In researching the Wine Cup, I have found something quite interesting. The Wine Cup has native distribution only to southwest Missouri and southeast Kansas, south to to Louisiana and central Texas. It has spread to other states. Flying Hat Ranchito is located on the western periphery of central Texas. My mailing address comes out of Mingus, Texas, but the ranchito is ten-or-so miles southeast of Mingus, back in the hills, in Sims Valley, near Hannibal, Texas. Hannibal now has one building that used to double as a general store with a Masonic Lodge on the second floor (don’t hold me too tight on these two historical functions of the building for I need to do more research). The Wine Cups I photographed are six miles away from Hannibal, to the north.
My plans for the weekend include further observations of Wine Cups in the grove area. At last count, eight Wine Cup blossoms erupted. Of yucca, some one-hundred stalks abound on the terraces. One hundred stalks times one-hundred blossoms per stalk equals 10,000 blossoms. Of rain, 0.25 inch two-days ago, about 0.10 inch this morning. Of bees and critters? I will count them another day.

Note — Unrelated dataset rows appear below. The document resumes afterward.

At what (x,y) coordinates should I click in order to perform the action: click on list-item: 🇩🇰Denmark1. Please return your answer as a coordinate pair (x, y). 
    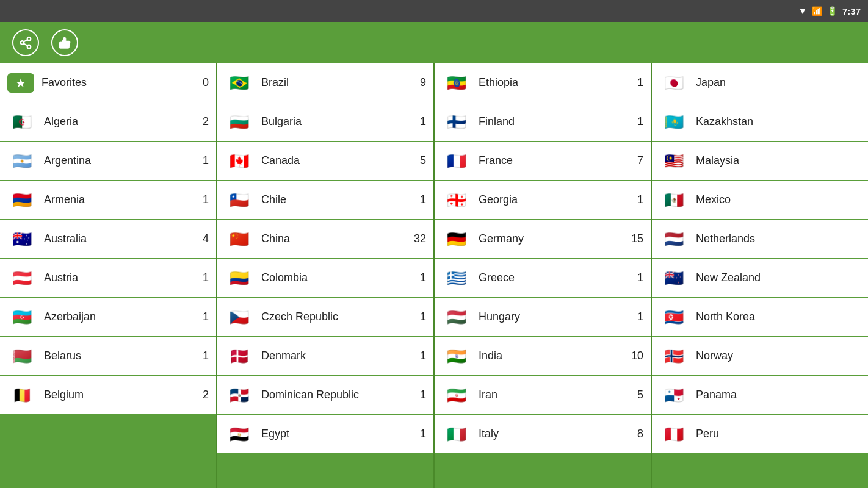
    Looking at the image, I should click on (325, 356).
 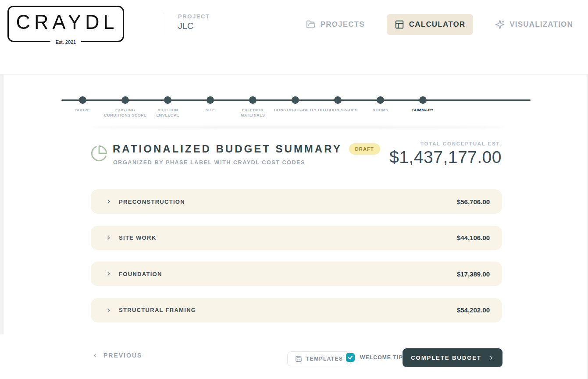 What do you see at coordinates (296, 274) in the screenshot?
I see `phase-row-foundation: FOUNDATION $17,389.00` at bounding box center [296, 274].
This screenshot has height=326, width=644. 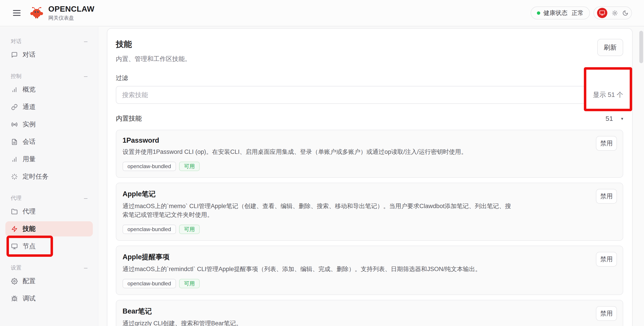 What do you see at coordinates (37, 13) in the screenshot?
I see `openclaw-logo-icon` at bounding box center [37, 13].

Notes, corrections and additions:
From the Lady Bird Johnson Wildflower Center, I quote,
The wine cup is a perennial growing 8–20 inches tall, depending on moisture and soil, with gray-green stems. Leaves are alternate, basal leaves having stems about as long as the leaf; leaves are coarsely lobed or scalloped to deeply 5-lobed. There are few leaves on the upper part of the stem. Flowers have 5 petals, cup-shaped at first and opening out nearly flat as the flower matures. They are violet to red-violet, sometimes white, 1–2 inches across. The stamens and pistil form a conelike structure in the center of the flower.